Poland’s Constitutional Tribunal on Tuesday postponed issuing a ruling on whether EU law has precedence over the Polish constitution in a case that has worsened already strained relations between Warsaw and Brussels.

The hearing was delayed until September 22., marking the fourth time it has been postponed.

Prime Minister Mateusz Morawiecki filed the case in March, setting off a conflict with the European Commission which insists on the supremacy of EU law over national constitutions. But the right-wing government in Warsaw says it needs a final confirmation from the tribunal to establish if the EU’s courts have the right to dictate, for example, how national judges are appointed.

This makes the issue part of the long-running battle between the EU and Poland over the government’s radical justice system reforms, which critics say aim to bring the courts under tighter political control.

Julia Przyłębska, the president of the tribunal, said she needed to adjourn the hearing as a result of a procedural motion filed on behalf of the Polish ombudsman, Marcin Wiącek, who requested that one of the tribunals’ judges be dismissed from hearing the case.
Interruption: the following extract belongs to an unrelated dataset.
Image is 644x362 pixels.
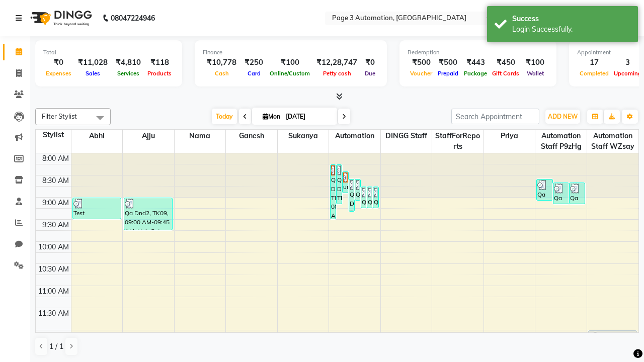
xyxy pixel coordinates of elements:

The tribunal is widely seen as being under the control of the ruling Law and Justice (PiS) party, and there have been questions raised over whether three of its justices have been properly appointed.

Przyłębska, a close ally of Jarosław Kaczyński, head of PiS and Poland’s most powerful politician, demanded that participants in the hearing treat the tribunal “with full respect” and file procedural motions before (rather than during) hearings.
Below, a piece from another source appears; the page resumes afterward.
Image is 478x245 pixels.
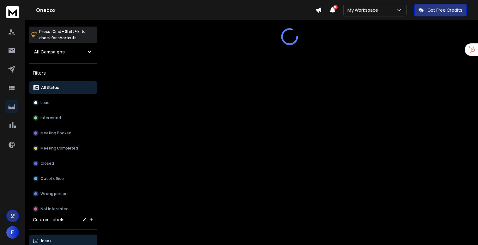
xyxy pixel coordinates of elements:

In June, European Commissioner for Justice Didier Reynders asked the Polish government to withdraw the motion from the tribunal — but Warsaw refused. 

European Commission Vice President Vera Jourová, who is overseeing the rule of law portfolio and currently on a trip to Poland, said on Monday she was “very concerned with the developments.”

“I recalled that the EU is a community of law based on mutual trust. This is why the rulings of the European Court of Justice must be fully respected,” she tweeted after a meeting with Morawiecki.

Jourová stressed the Polish issue is more serious than tensions over national and EU law that have sprung up in other member countries because the question to the tribunal was filed by the government itself. 

The Commission launched a legal proceeding against Germany in June over a national constitutional court ruling questioning the powers of the Court of the Justice of the EU. Brussels feared the German ruling would open the door to challenges from countries like Poland and Hungary, which have been accused by EU institutions of backsliding on the bloc’s democratic values.